Brazos County commissioners and Bryan city council members unanimously approve offering property tax breaks to a prospective $10 billion dollar, 1,800 employee manufacturing plant that would be built on the Texas A&M system’s RELLIS campus.
Speaking at Tuesday’s (July 9) county commission and city council meetings was system chancellor John Sharp. He told the Bryan council that the company, identified only as Delaware based “America’s Foundry Bryan LLC”, is considering 16 locations.
Sharp told council members and county commission members that this project would double the taxable valuation of the city of Bryan.
Click below to hear comments from the July 7, 2024 Brazos County commission meeting.
Click below to hear comments from the July 7, 2024 Bryan city council meeting.
Original story July 7, 2024:
More steps are being taken to attract a $10 billion dollar, 1,800 employee manufacturing plant to the Texas A&M system’s RELLIS campus.
The system’s board of regents approved during a special meeting on Wednesday (July 3), authorization for administrators to “negotiate and execute a development agreement, ground lease, and other related agreements regarding a manufacturing facility” that remains unidentified.
Chancellor John Sharp told reporters after the regents meeting that he remains under a non-disclosure agreement.
Before the regents meeting, Bryan mayor Bobby Gutierrez said on WTAW’s The Infomaniacs that he is also bound by the non-disclosure agreement. But he said Bryan was a finalist for something that could be built anywhere in the world.
Friday afternoon (July 5), the city of Bryan and Brazos County released the agenda for the July 9th meetings of the city council and county commission. Both agendas includes a proposed ten year tax abatement agreement for what was described as a “high technology manufacturing plant”.
Click HERE to read and download the proposed tax abatement agreement with the Bryan city council.
The agreement proposes the applicant would receive from both Bryan and Brazos County, an 80 percent break on property taxes in the first five years and a 50 percent abatement in the sixth through tenth years.
Background information from the city of Bryan says even with the tax abatement, the city estimates collecting more than $164 million dollars in property tax revenue during the ten year period.
The background information also says during the tax abatement period, the applicant would give the city five percent of what is being abated towards “the enhancement of the quality of life of Bryan citizens” that includes but are not limited “to infrastructure or programs for parks, recreation and exercise; libraries; aesthetic enhancements to public spaces; public education; senior citizen services; youth services; and healthy lifestyles.”
Brazos County’s agenda did not provide additional information.
Click below to hear comments from John Sharp and Bobby Gutierrez.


Exercise instructions »
Please begin with the line containing "Pinpoint billboard with a bounding box." and reproduce each line exactly until the records below end, without any pictures.

Records for the task »
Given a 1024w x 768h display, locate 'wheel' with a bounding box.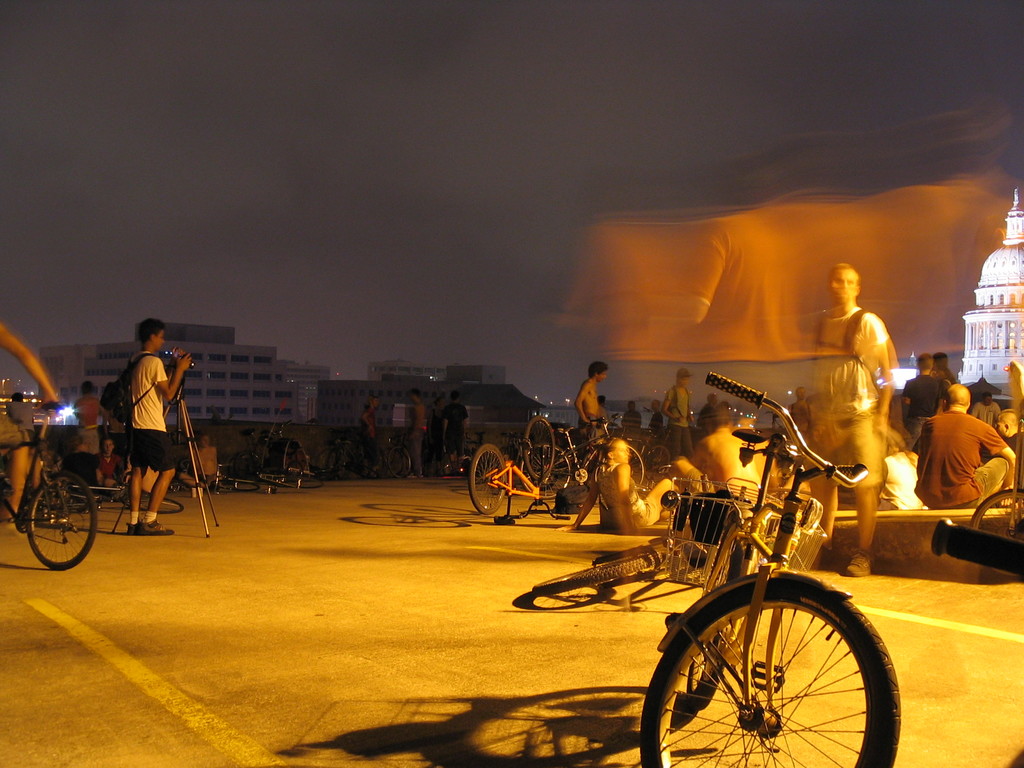
Located: (513,444,573,504).
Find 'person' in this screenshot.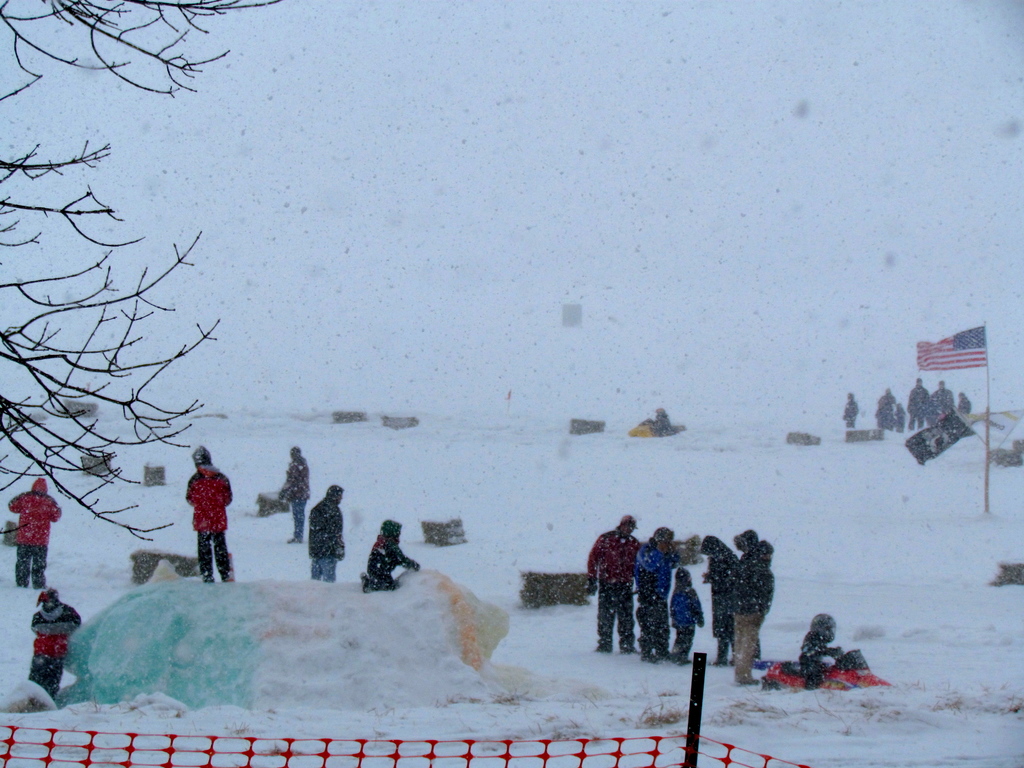
The bounding box for 'person' is locate(173, 451, 230, 591).
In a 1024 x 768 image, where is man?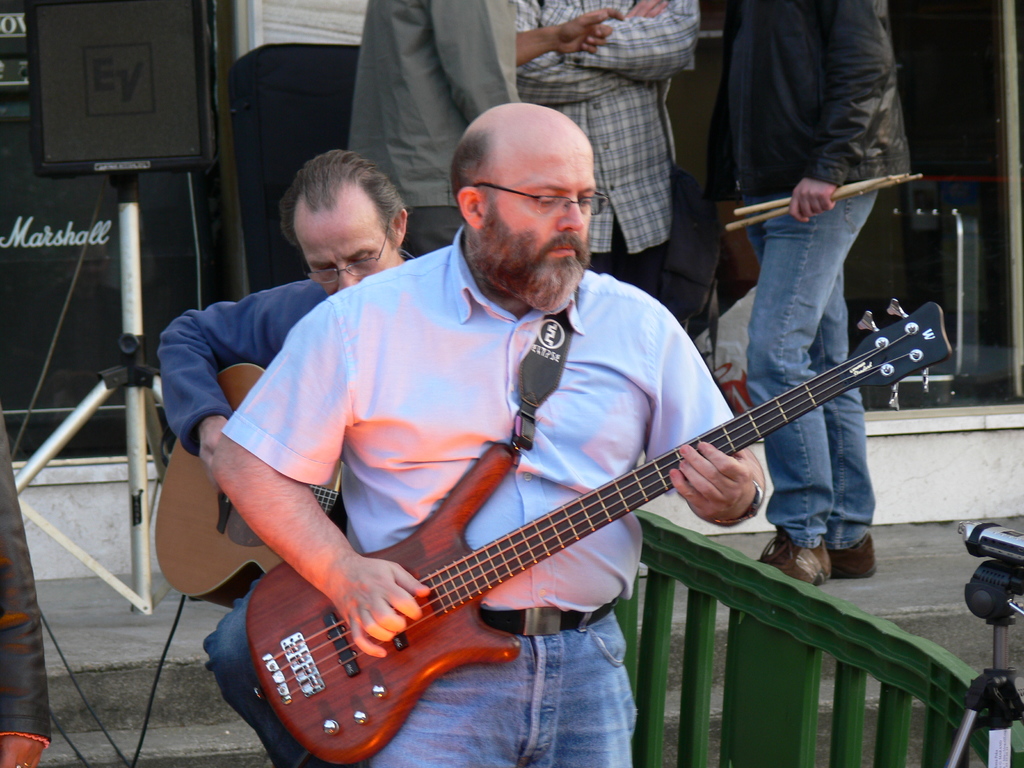
515/0/700/299.
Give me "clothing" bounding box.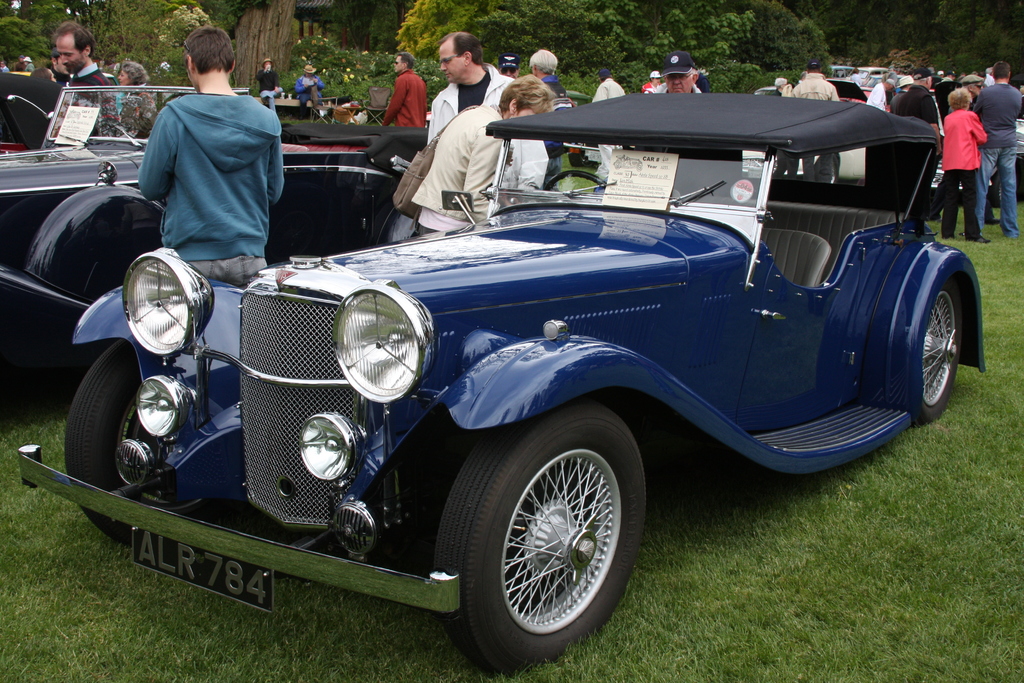
(x1=641, y1=79, x2=661, y2=93).
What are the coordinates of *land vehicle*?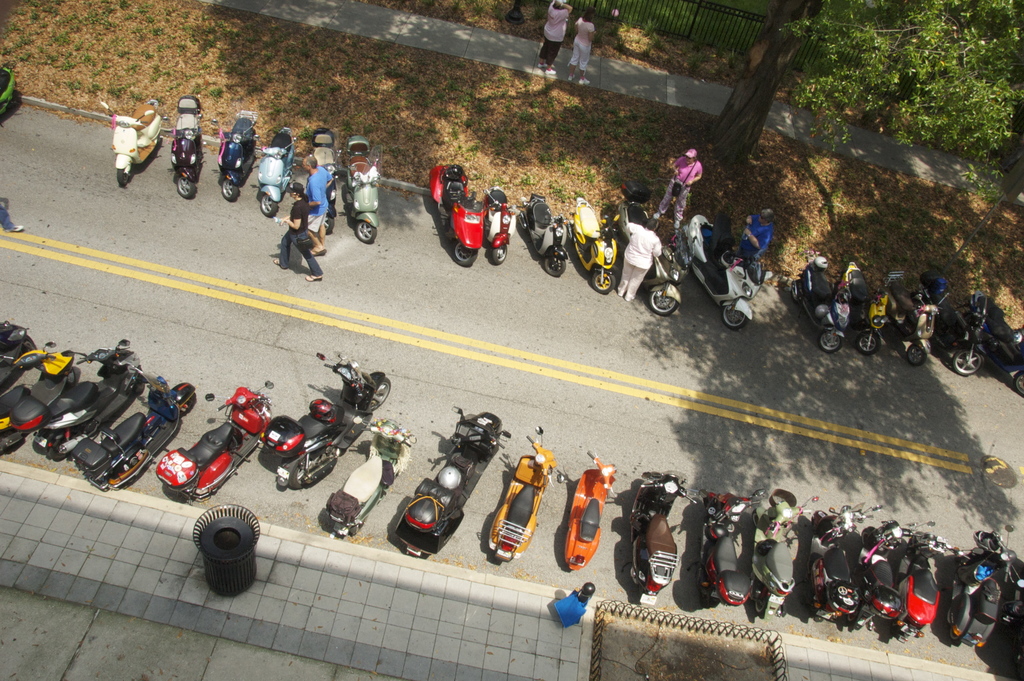
(965,290,1023,396).
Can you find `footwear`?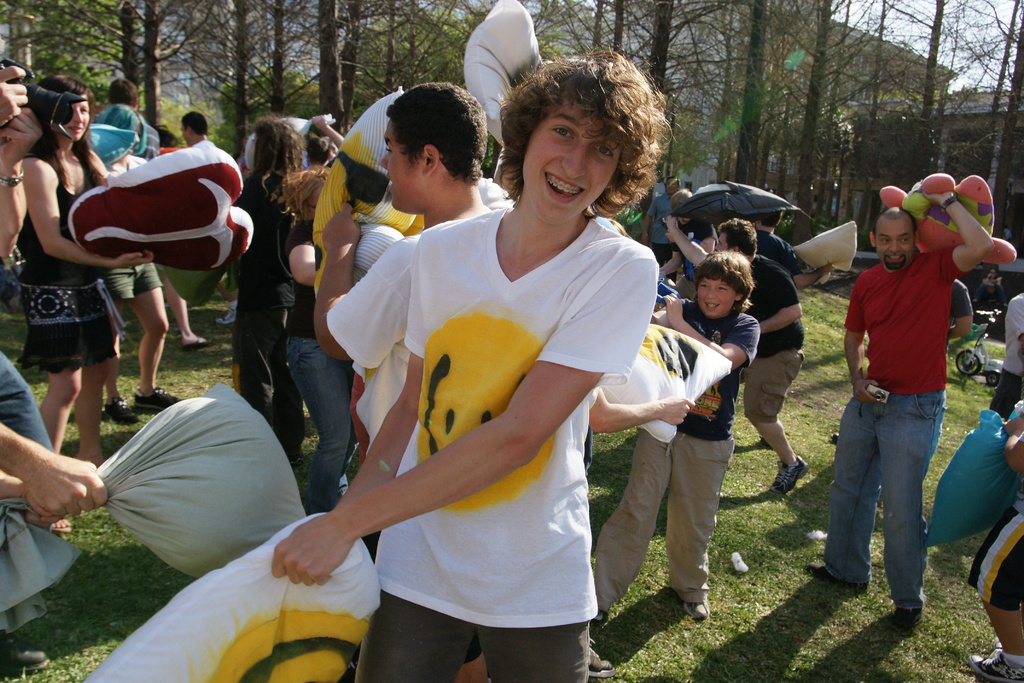
Yes, bounding box: [x1=340, y1=473, x2=349, y2=496].
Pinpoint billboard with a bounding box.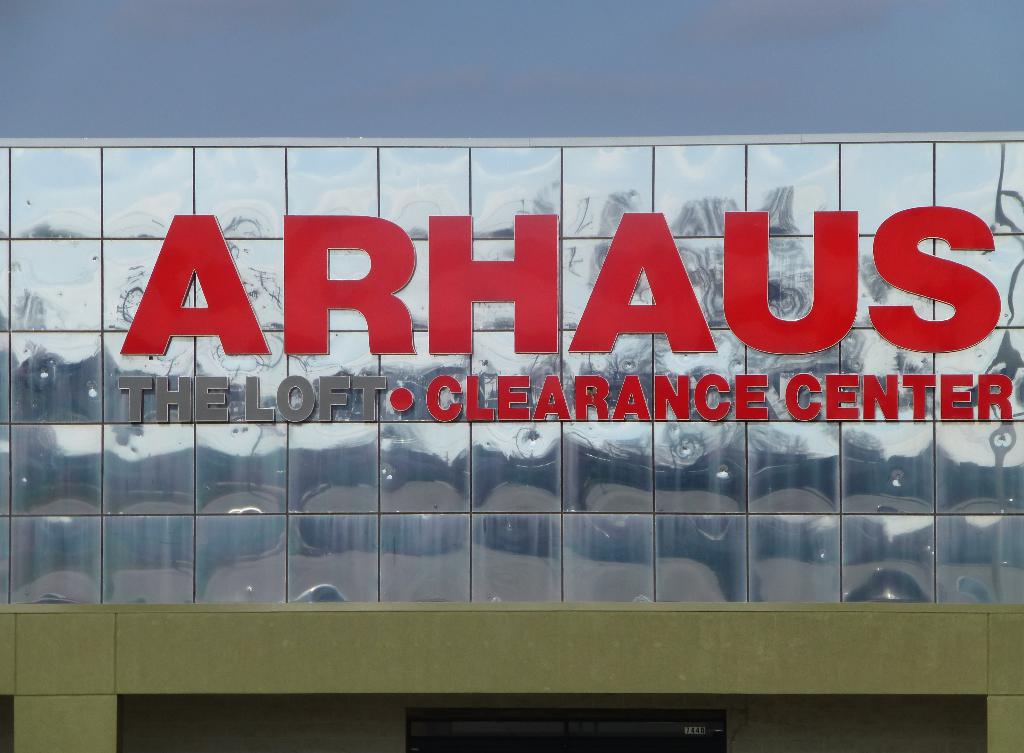
0 135 1023 608.
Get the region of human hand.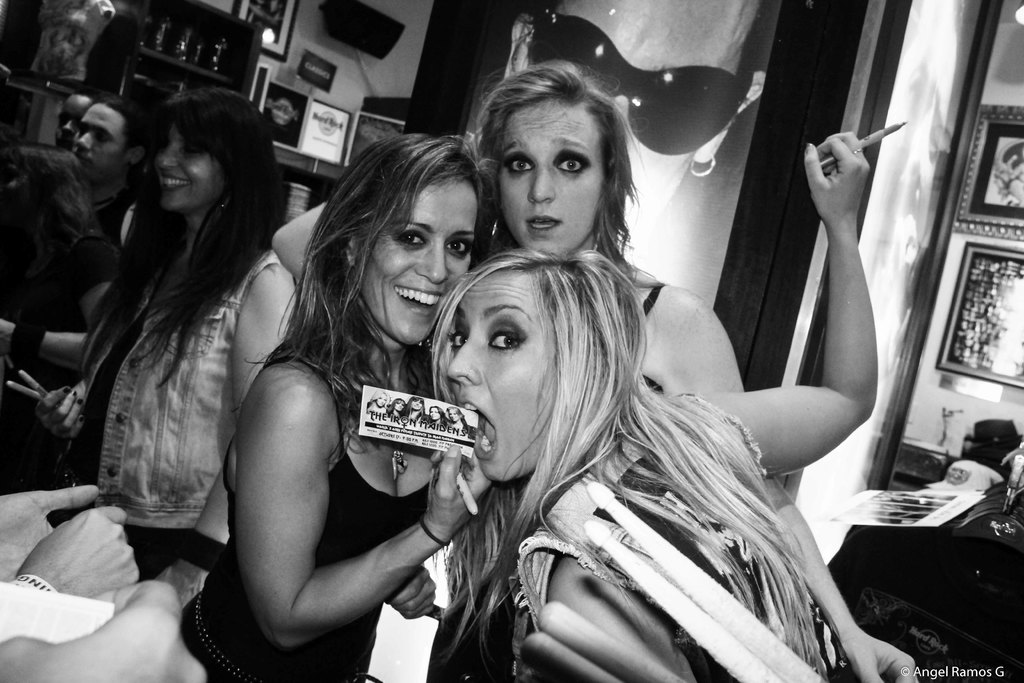
(34, 388, 89, 443).
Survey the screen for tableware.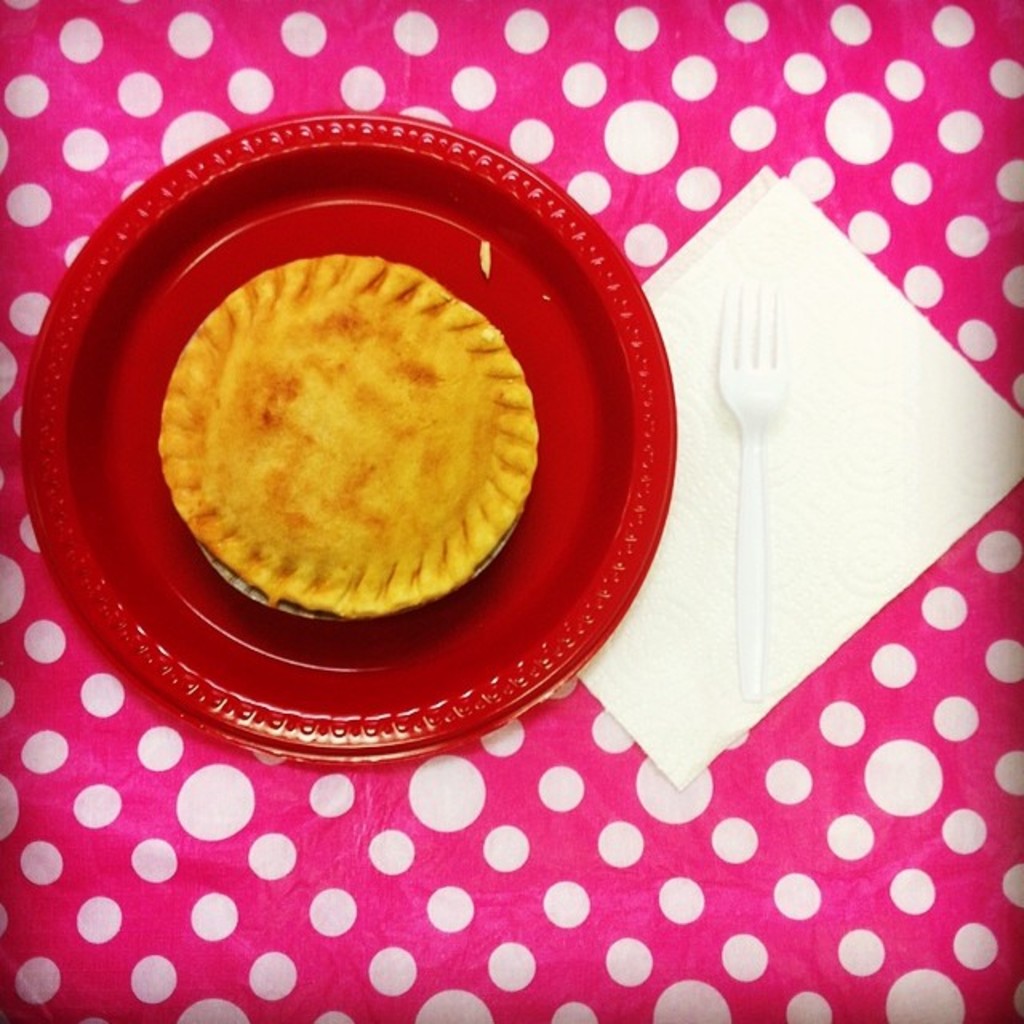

Output for this task »
Pinpoint billboard with a bounding box.
0 135 1023 608.
Get the region of human hand.
(34, 388, 89, 443).
Survey the screen for tableware.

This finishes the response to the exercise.